By Thomas K. Robbins
On Aug. 15, 1922, (journalist) Ida Tarbell knocks at a door on Main Street in Allentown and is presented with an extraordinary gentleman named Charles Robbins Hutchinson.
She describes the feeling of meeting him as “… same kind of feeling I have when looking for china … see a real Windsor … or an employer that I know realizes what human beings are … real things. I had found one, Charles Hutchinson, 25 years a store keeper in Freehold (Allentown), 29 years insurance and land office work.”
Hutchinson spent decades documenting the histories and land transactions of the families of Allentown, and of Monmouth and Mercer counties, including Hutchinson, Forman, Robbins, Adams, Allen, Pearson, Tindall, Steward, Rogers, Coward, Darby, Imlay and others.
When Tarbell met Hutchinson at his house in 1922, she was impressed with the volume of work he had displayed in his bookcases and noted that other volumes were located in Trenton.
She describes his writing, “Through all this time he had been gathering information about Monmouth – its history and its settlers, putting it down in ledgers in a hand so precise and neat that it was like copper-plate – not an erasure, not a blot, not a crooked or hasty letter. Almost perfect type.”
Charles R. Hutchinson was born on May 8, 1838, in Hamilton Square and died on Christmas Eve, Dec. 24, 1927, at the age of 89. He operated a general store in Allentown and then worked in the insurance business before retiring at the age of 76.
His business contacts helped him amass the information he used to painstakingly document the genealogies of families in Allentown, and in Mercer and Monmouth counties. This treasure trove of information could have been lost if not for his children finding his collection in a bureau in his garage when they were settling his estate.
With regard to the Robbins Burial Ground in Upper Freehold Township, Hutchinson writes in Book 2 (1912) about Daniel Robins, the first Robins settler to the area, purchasing 500 acres from John Reid: ” … This tract appears to have included the farms now or formerly of Amos Miller, Charles H. and Elwood C. Tantum, Miller Irons, Timothy Robbins, Horatio G. Mount, Joseph Vincent and Edward T. Combs. The hill on which the ‘Robbins Burying
Ground’ is located was also within its limits and near the southerly line.”
His work must have been his hobby and helped distract him from the challenges of daily life.
Hutchinson wrote about his work, “… I commend it to the tender mercies of my posterity, who may or may not value it when I am gone, but to me, at least, it has been a labor of love, a fascinating diversion during a long and busy life, and represents much patient labor and careful research.
“If at some time it should happen to fall into the hands of someone to whom it is not of enough interest to keep it from destruction, I hope it will still be preserved for their surely will always be others to whom it will be of use even if at that time, our own family shall have become entirely extinct.”

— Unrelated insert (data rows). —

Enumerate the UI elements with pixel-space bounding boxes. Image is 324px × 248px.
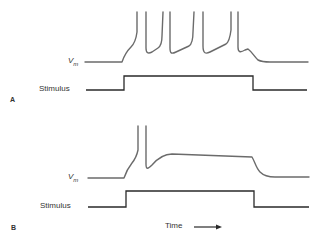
panel-a-vm-trace — [85, 12, 308, 62]
time-arrow-icon — [194, 225, 222, 230]
panel-b-vm-trace — [88, 126, 309, 178]
panel-b-letter: B — [11, 224, 16, 231]
panel-a-vm-label: Vm — [68, 56, 78, 67]
panel-a-stimulus-label: Stimulus — [39, 84, 70, 93]
panel-b-stimulus-label: Stimulus — [40, 201, 71, 210]
panel-b-vm-label: Vm — [68, 172, 78, 183]
diagram-canvas — [0, 0, 324, 248]
panel-a-stimulus-trace — [86, 76, 307, 90]
time-axis-label: Time — [165, 221, 182, 230]
panel-b-stimulus-trace — [88, 191, 309, 207]
panel-a-letter: A — [10, 96, 15, 103]
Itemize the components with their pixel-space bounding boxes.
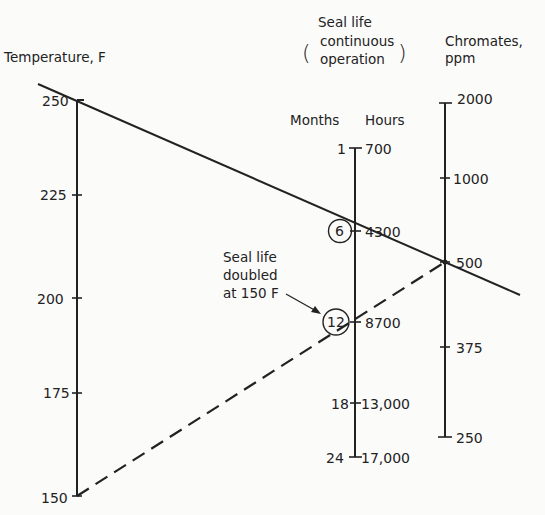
seal-life-months-header: Months: [290, 112, 339, 128]
seal-life-hours-header: Hours: [365, 112, 405, 128]
seal-life-hours-17000: 17,000: [361, 450, 410, 466]
temperature-tick-225: 225: [40, 187, 67, 203]
seal-life-months-18: 18: [331, 396, 349, 412]
chromates-tick-375: 375: [456, 340, 483, 356]
temperature-axis-title: Temperature, F: [3, 49, 106, 65]
seal-life-hours-8700: 8700: [365, 315, 401, 331]
nomograph-diagram: Temperature, F 250 225 200 175 150 Seal …: [0, 0, 545, 515]
seal-life-months-1: 1: [337, 141, 346, 157]
chromates-tick-2000: 2000: [457, 91, 493, 107]
temperature-tick-175: 175: [43, 385, 70, 401]
annotation-seal-life-doubled: Seal life doubled at 150 F: [223, 249, 321, 314]
chromates-tick-250: 250: [456, 430, 483, 446]
seal-life-months-6: 6: [335, 223, 344, 239]
solid-isopleth-line: [38, 84, 520, 295]
seal-life-hours-700: 700: [365, 141, 392, 157]
chromates-title-line2: ppm: [445, 50, 475, 66]
chromates-tick-1000: 1000: [453, 171, 489, 187]
seal-life-hours-13000: 13,000: [361, 396, 410, 412]
annotation-line2: doubled: [223, 267, 278, 283]
seal-life-title-line1: Seal life: [318, 14, 372, 30]
seal-life-title-line2: continuous: [320, 33, 394, 49]
seal-life-paren-left: (: [302, 40, 311, 65]
seal-life-hours-4300: 4300: [365, 224, 401, 240]
seal-life-paren-right: ): [398, 40, 407, 65]
annotation-line3: at 150 F: [223, 285, 279, 301]
seal-life-months-24: 24: [326, 450, 344, 466]
temperature-axis: Temperature, F 250 225 200 175 150: [3, 49, 106, 506]
arrowhead-icon: [311, 306, 321, 314]
seal-life-title-line3: operation: [320, 51, 385, 67]
temperature-tick-150: 150: [41, 490, 68, 506]
chromates-axis: Chromates, ppm 2000 1000 500 375 250: [438, 33, 523, 446]
temperature-tick-200: 200: [37, 291, 64, 307]
intersection-point: [443, 260, 448, 265]
annotation-line1: Seal life: [223, 249, 277, 265]
chromates-title-line1: Chromates,: [445, 33, 523, 49]
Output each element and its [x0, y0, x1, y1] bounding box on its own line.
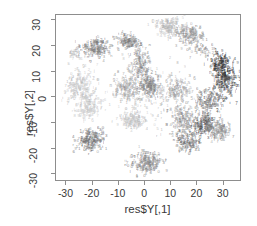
data-point: 7 — [159, 97, 161, 101]
data-point: 1 — [156, 67, 158, 71]
data-point: l — [162, 72, 163, 76]
data-point: 9 — [228, 123, 230, 127]
data-point: 2 — [90, 60, 92, 64]
data-point: 2 — [211, 117, 213, 121]
data-point: 1 — [141, 123, 143, 127]
data-point: t — [136, 97, 137, 101]
data-point: 1 — [223, 87, 225, 91]
data-point: f — [179, 114, 180, 118]
data-point: t — [135, 92, 136, 96]
data-point: 4 — [69, 51, 71, 55]
data-point: 9 — [159, 158, 161, 162]
data-point: 3 — [188, 142, 190, 146]
data-point: n — [222, 64, 225, 69]
data-point: 9 — [181, 92, 183, 96]
data-point: 3 — [175, 44, 177, 48]
data-point: i — [85, 45, 86, 49]
data-point: 9 — [117, 123, 119, 127]
y-tick-mark — [51, 122, 55, 123]
data-point: 5 — [162, 31, 164, 35]
data-point: l — [180, 37, 181, 41]
y-tick-label-text: -30 — [27, 173, 39, 188]
x-tick-mark — [65, 181, 66, 185]
data-point: i — [121, 39, 122, 43]
data-point: i — [235, 90, 236, 95]
data-point: 5 — [82, 78, 84, 82]
data-point: 0 — [137, 105, 139, 109]
data-point: 7 — [148, 81, 150, 85]
data-point: 9 — [166, 123, 168, 127]
y-tick-label-text: 0 — [36, 96, 48, 102]
data-point: r — [175, 16, 176, 20]
data-point: 7 — [128, 55, 130, 59]
data-point: 2 — [213, 117, 215, 121]
x-tick-mark — [223, 181, 224, 185]
data-point: 1 — [224, 73, 227, 78]
data-point: 9 — [128, 100, 130, 104]
data-point: 0 — [96, 150, 98, 154]
data-point: 5 — [238, 75, 240, 79]
data-point: 1 — [206, 38, 208, 42]
data-point: 6 — [172, 17, 174, 21]
data-point: r — [200, 53, 201, 57]
data-point: f — [172, 111, 173, 115]
data-point: t — [169, 95, 170, 99]
data-point: 6 — [188, 129, 190, 133]
data-point: 0 — [227, 133, 230, 138]
data-point: 2 — [235, 84, 237, 88]
data-point: n — [85, 131, 87, 135]
data-point: l — [98, 82, 99, 86]
data-point: 3 — [232, 77, 235, 82]
data-point: 1 — [192, 38, 194, 42]
data-point: 3 — [183, 14, 185, 17]
data-point: 3 — [97, 109, 99, 113]
data-point: f — [117, 42, 118, 47]
data-point: l — [87, 98, 88, 102]
data-point: 7 — [83, 101, 85, 105]
data-point: 1 — [138, 145, 140, 149]
data-point: 6 — [134, 87, 136, 91]
data-point: 5 — [197, 94, 199, 98]
x-tick-label-text: -20 — [84, 187, 99, 199]
y-tick-label-text: 10 — [30, 71, 42, 83]
data-point: 9 — [157, 33, 159, 37]
data-point: 9 — [166, 169, 168, 173]
data-point: 0 — [101, 129, 103, 133]
data-point: r — [158, 107, 159, 111]
data-point: f — [145, 89, 146, 93]
data-point: 6 — [169, 36, 171, 40]
data-point: 6 — [196, 87, 198, 91]
data-point: f — [163, 109, 164, 113]
data-point: 2 — [90, 93, 92, 97]
data-point: 7 — [176, 27, 178, 31]
data-point: r — [117, 88, 118, 92]
data-point: 3 — [81, 84, 83, 88]
y-tick-mark — [51, 71, 55, 72]
data-point: 4 — [185, 121, 187, 125]
data-point: i — [194, 98, 195, 102]
data-point: 0 — [114, 95, 116, 99]
data-point: t — [137, 156, 138, 160]
data-point: l — [86, 100, 87, 104]
data-point: 9 — [131, 63, 133, 67]
data-point: 1 — [118, 106, 120, 110]
data-point: 3 — [188, 74, 190, 78]
data-point: 0 — [140, 160, 142, 164]
data-point: 7 — [189, 56, 191, 60]
data-point: 9 — [79, 105, 81, 109]
data-point: 1 — [184, 81, 186, 85]
data-point: 4 — [103, 59, 105, 63]
data-point: 6 — [146, 106, 148, 110]
data-point: 2 — [151, 71, 154, 76]
data-point: 4 — [232, 60, 234, 64]
data-point: 5 — [107, 50, 109, 54]
data-point: 4 — [144, 53, 146, 57]
data-point: i — [62, 96, 63, 100]
data-point: 6 — [117, 48, 119, 52]
data-point: 9 — [90, 110, 92, 114]
data-point: r — [105, 108, 106, 112]
data-point: 7 — [232, 135, 234, 139]
x-tick-mark — [196, 181, 197, 185]
data-point: n — [141, 66, 143, 70]
data-point: 2 — [184, 131, 186, 135]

The New Jersey Historical Society in Newark purchased Hutchinson’s collection in 1928 and saved it from destruction.
He must be happy since he told Tarbell at their first meeting, ” … When you are 83 it is not easy to find things in these books. You better get all you can from me now for something might happen any day now. I don’t know that anybody will care for all this
that I have done. My son doesn’t care for it.”
Hutchinson went on to form a friendship with Tarbell and provided her valuable information for her book “In the Footsteps of the Lincolns,” published in 1924.
Thomas K. Robbins is a resident of Havre de Grace, Md., and a descendant of the Robbins family of the Allentown-Upper Freehold Township area.